Caesium prospectivity — common questions

Which caesium deposit types does MineDSS model?

MineDSS models a single, highly productive host: highly evolved rare-metal pegmatites, the lithium-caesium-tantalum (LCT) family that represents the most fractionated end of granitic pegmatite systems. Caesium's only significant ore, pollucite, crystallises in the innermost, most evolved zones of these bodies, alongside minerals such as spodumene, petalite, lepidolite, beryl, cassiterite and columbite-tantalite. The model does not attempt to represent unrelated deposit styles; it ranks ground by its resemblance to these well-characterised evolved-pegmatite settings, which are effectively the world's only primary source of caesium.

How is the model's accuracy measured, and where is caesium available?

We validate every model the hard way — held-out spatial cross-validation.

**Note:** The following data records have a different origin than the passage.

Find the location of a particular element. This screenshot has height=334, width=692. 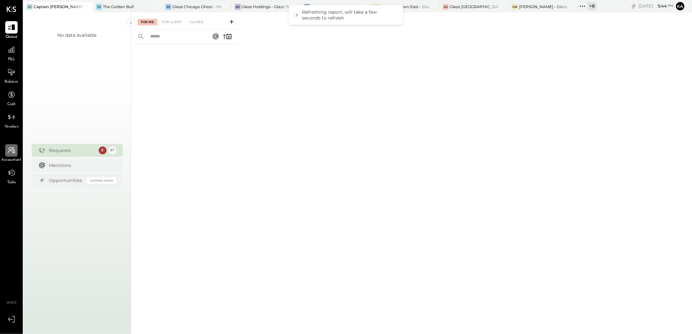

a: Cash is located at coordinates (11, 98).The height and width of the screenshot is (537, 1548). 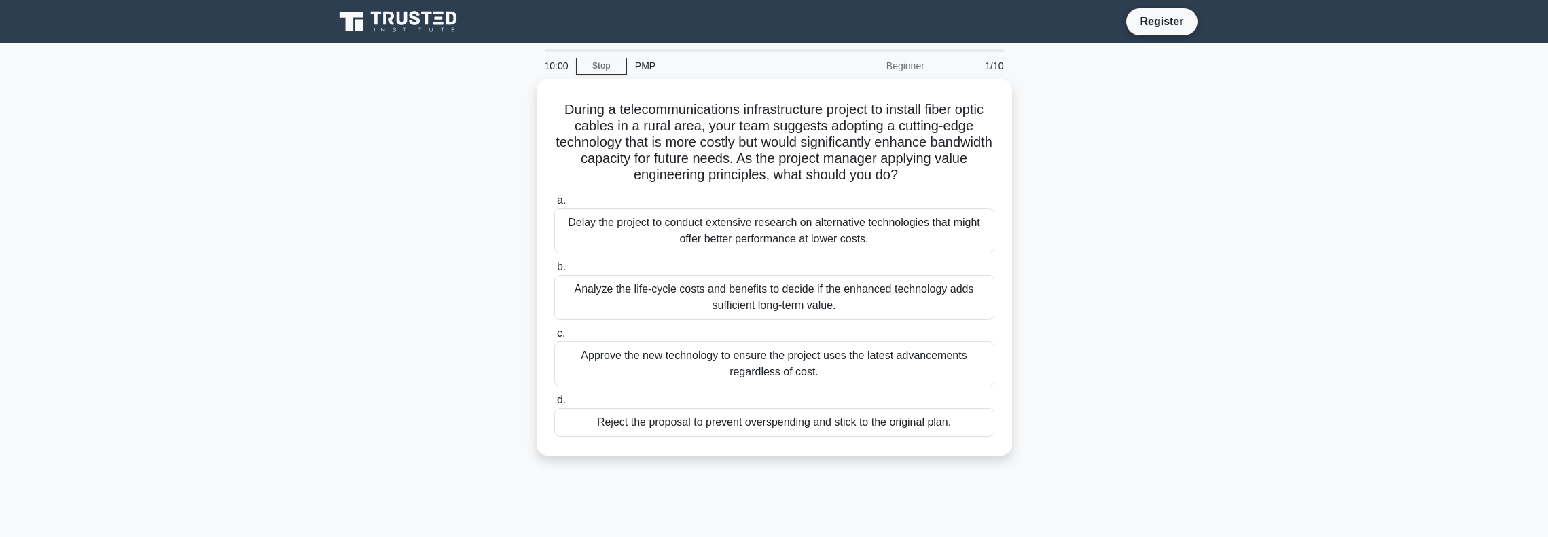 I want to click on div: PMP, so click(x=720, y=66).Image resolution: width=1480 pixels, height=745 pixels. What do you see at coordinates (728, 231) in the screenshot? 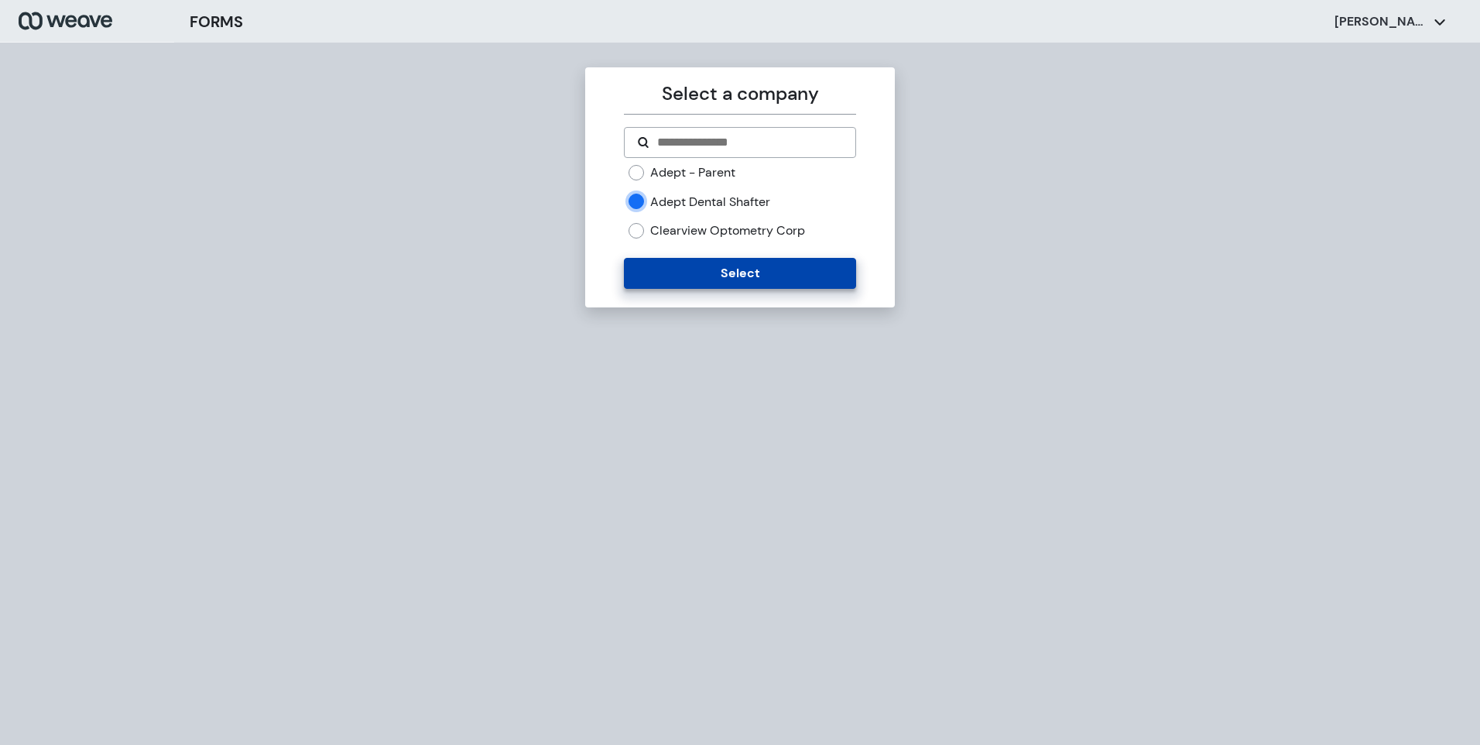
I see `label: Clearview Optometry Corp` at bounding box center [728, 231].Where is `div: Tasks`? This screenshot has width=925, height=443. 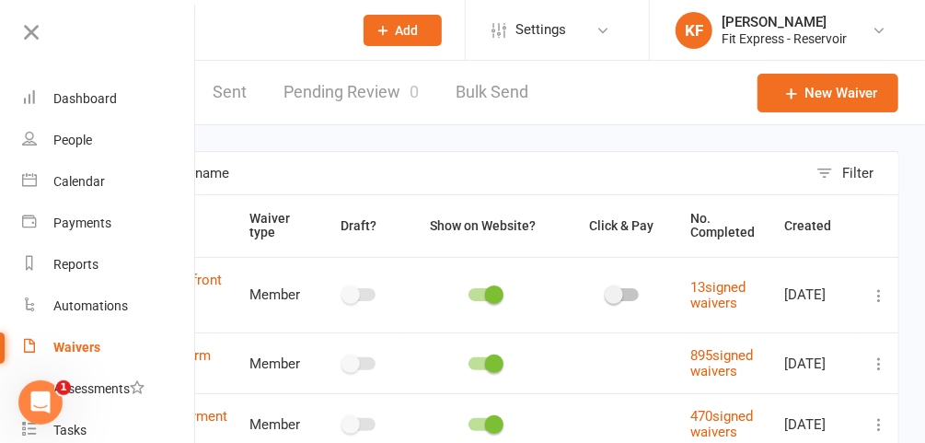
div: Tasks is located at coordinates (70, 430).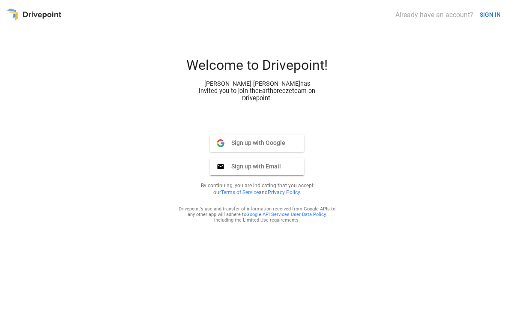  I want to click on div: Drivepoint's use and transfer of information received from Google APIs to any other app will adhe..., so click(257, 214).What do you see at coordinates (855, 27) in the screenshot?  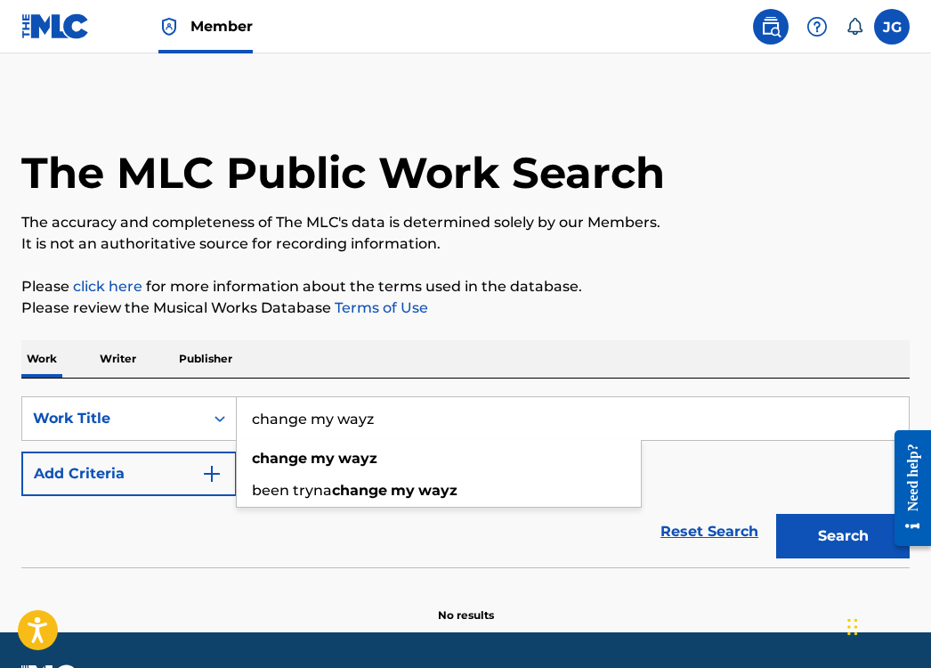 I see `div: Notifications` at bounding box center [855, 27].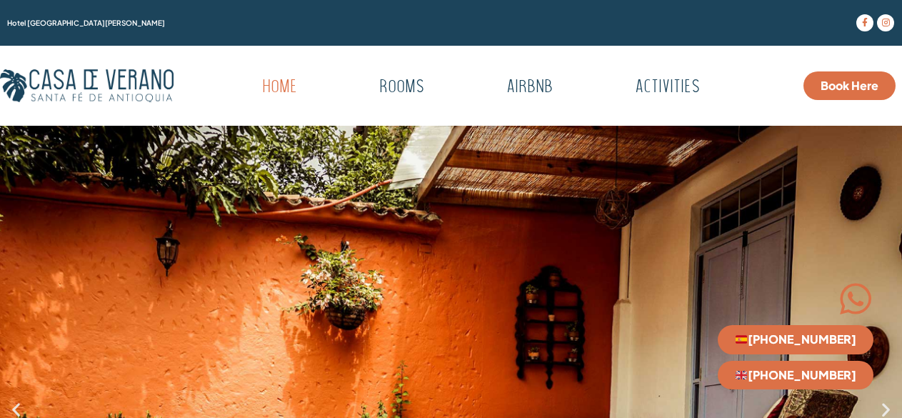 The width and height of the screenshot is (902, 418). What do you see at coordinates (529, 88) in the screenshot?
I see `a: Airbnb` at bounding box center [529, 88].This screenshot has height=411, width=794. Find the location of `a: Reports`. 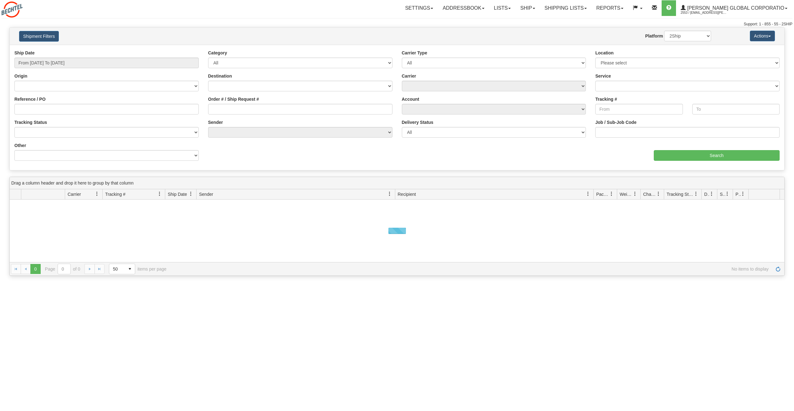

a: Reports is located at coordinates (610, 8).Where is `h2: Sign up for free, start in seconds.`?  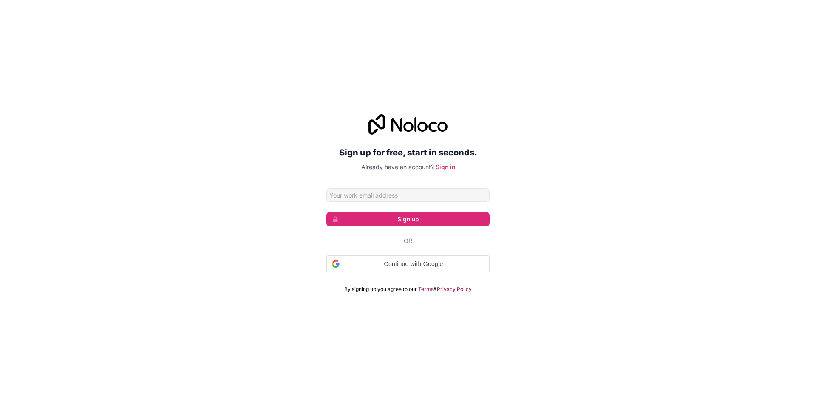 h2: Sign up for free, start in seconds. is located at coordinates (408, 152).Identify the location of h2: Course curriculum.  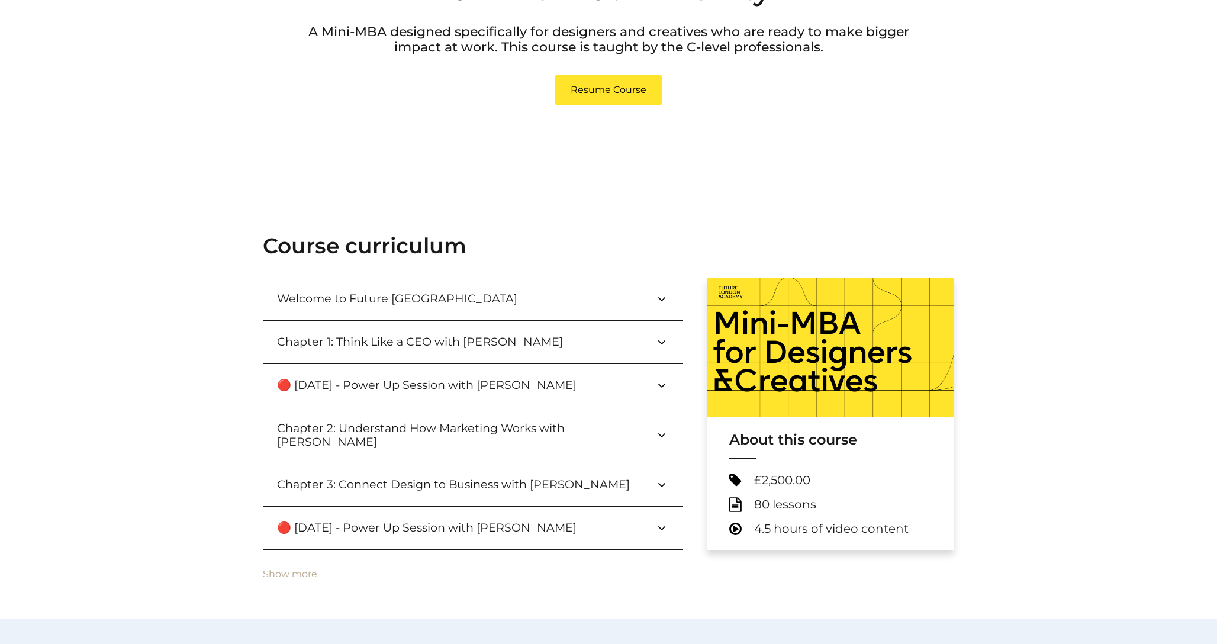
(609, 246).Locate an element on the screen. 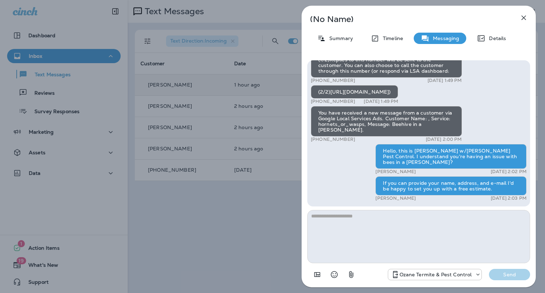 The height and width of the screenshot is (293, 545). p: Timeline is located at coordinates (391, 38). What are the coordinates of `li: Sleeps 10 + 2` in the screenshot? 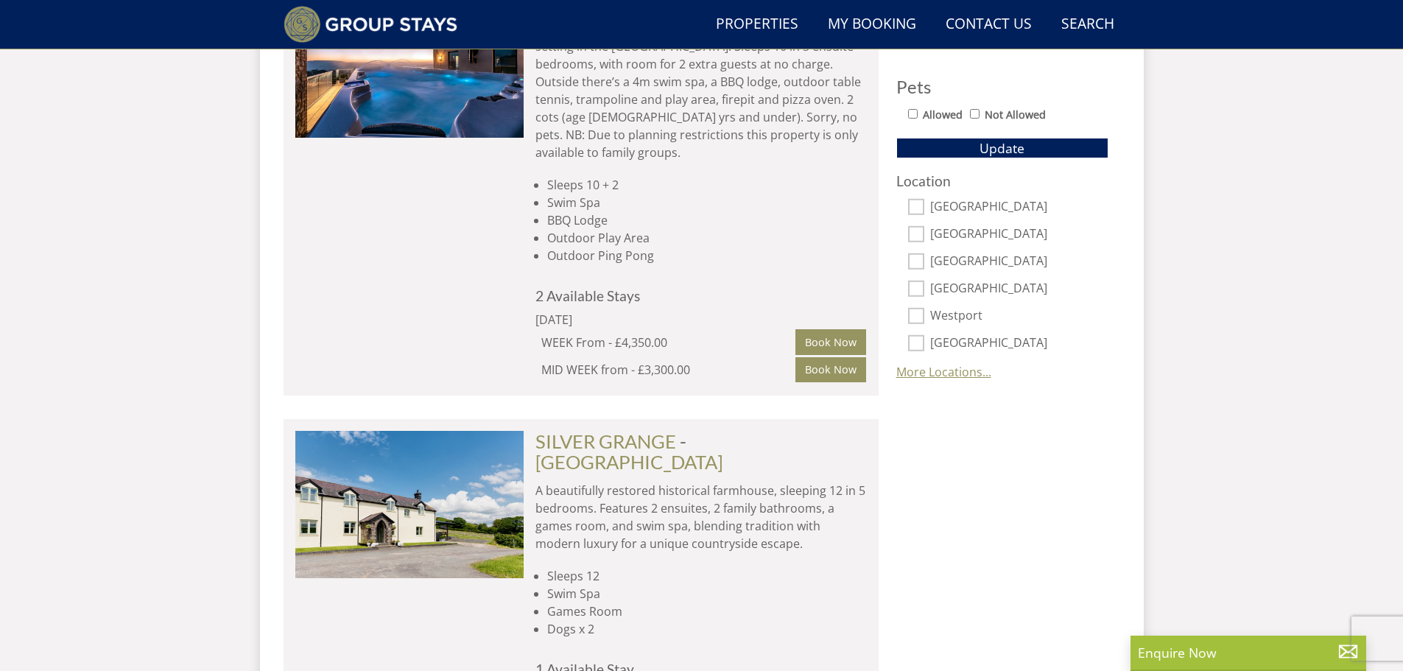 It's located at (707, 185).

We hide known deposits, rebuild the model without them, then test whether it still finds them, with test blocks kept spatially separated so it cannot memorise nearby points. We are currently refreshing our published national skill figures so they reflect deployment-time performance, and will republish them per model. Coverage today spans the United States and Canada; the figures are model-level skill, never a specific site's measured accuracy, and never a discovery or JORC / NI 43-101 resource claim.

Which pathfinder elements does MineDSS use for caesium?

The seeded pathfinder suite is lithium, beryllium, tin, tantalum, niobium and thallium, with lithium, beryllium and tin carrying the lead signal for evolved rare-metal pegmatites. These elements track the extreme magmatic fractionation that concentrates caesium — lithium, beryllium and tin locked into the pegmatite's lithium, beryllium and tin minerals, tantalum and niobium in columbite-tantalite, and thallium in its most evolved potassium-bearing phases. MineDSS interprets this geochemistry qualitatively and alongside other evidence — mapped intrusive and structural geology, geophysical signatures of fertile granites, and satellite indications of altered ground — rather than applying fixed numeric weights to any one element.

Does a high MineDSS score mean a deposit or a resource?

No. A high score means ground is geologically similar to known caesium-bearing pegmatite systems and merits closer exploration attention. It is not a discovery, not a JORC or NI 43-101 resource or reserve estimate, and not drilling or investment advice. MineDSS ranks prospectivity to help prioritise where to look; confirming whether pollucite-grade caesium mineralisation is present, and in what quantity and grade, still requires field mapping, sampling, drilling and independent assessment by qualified professionals.

Better caesium targets. Evidence you can check.

Draw your ground, pick caesium, and see the ranked targets and the reasoning behind each.

Explore the live demos to see it on real ground.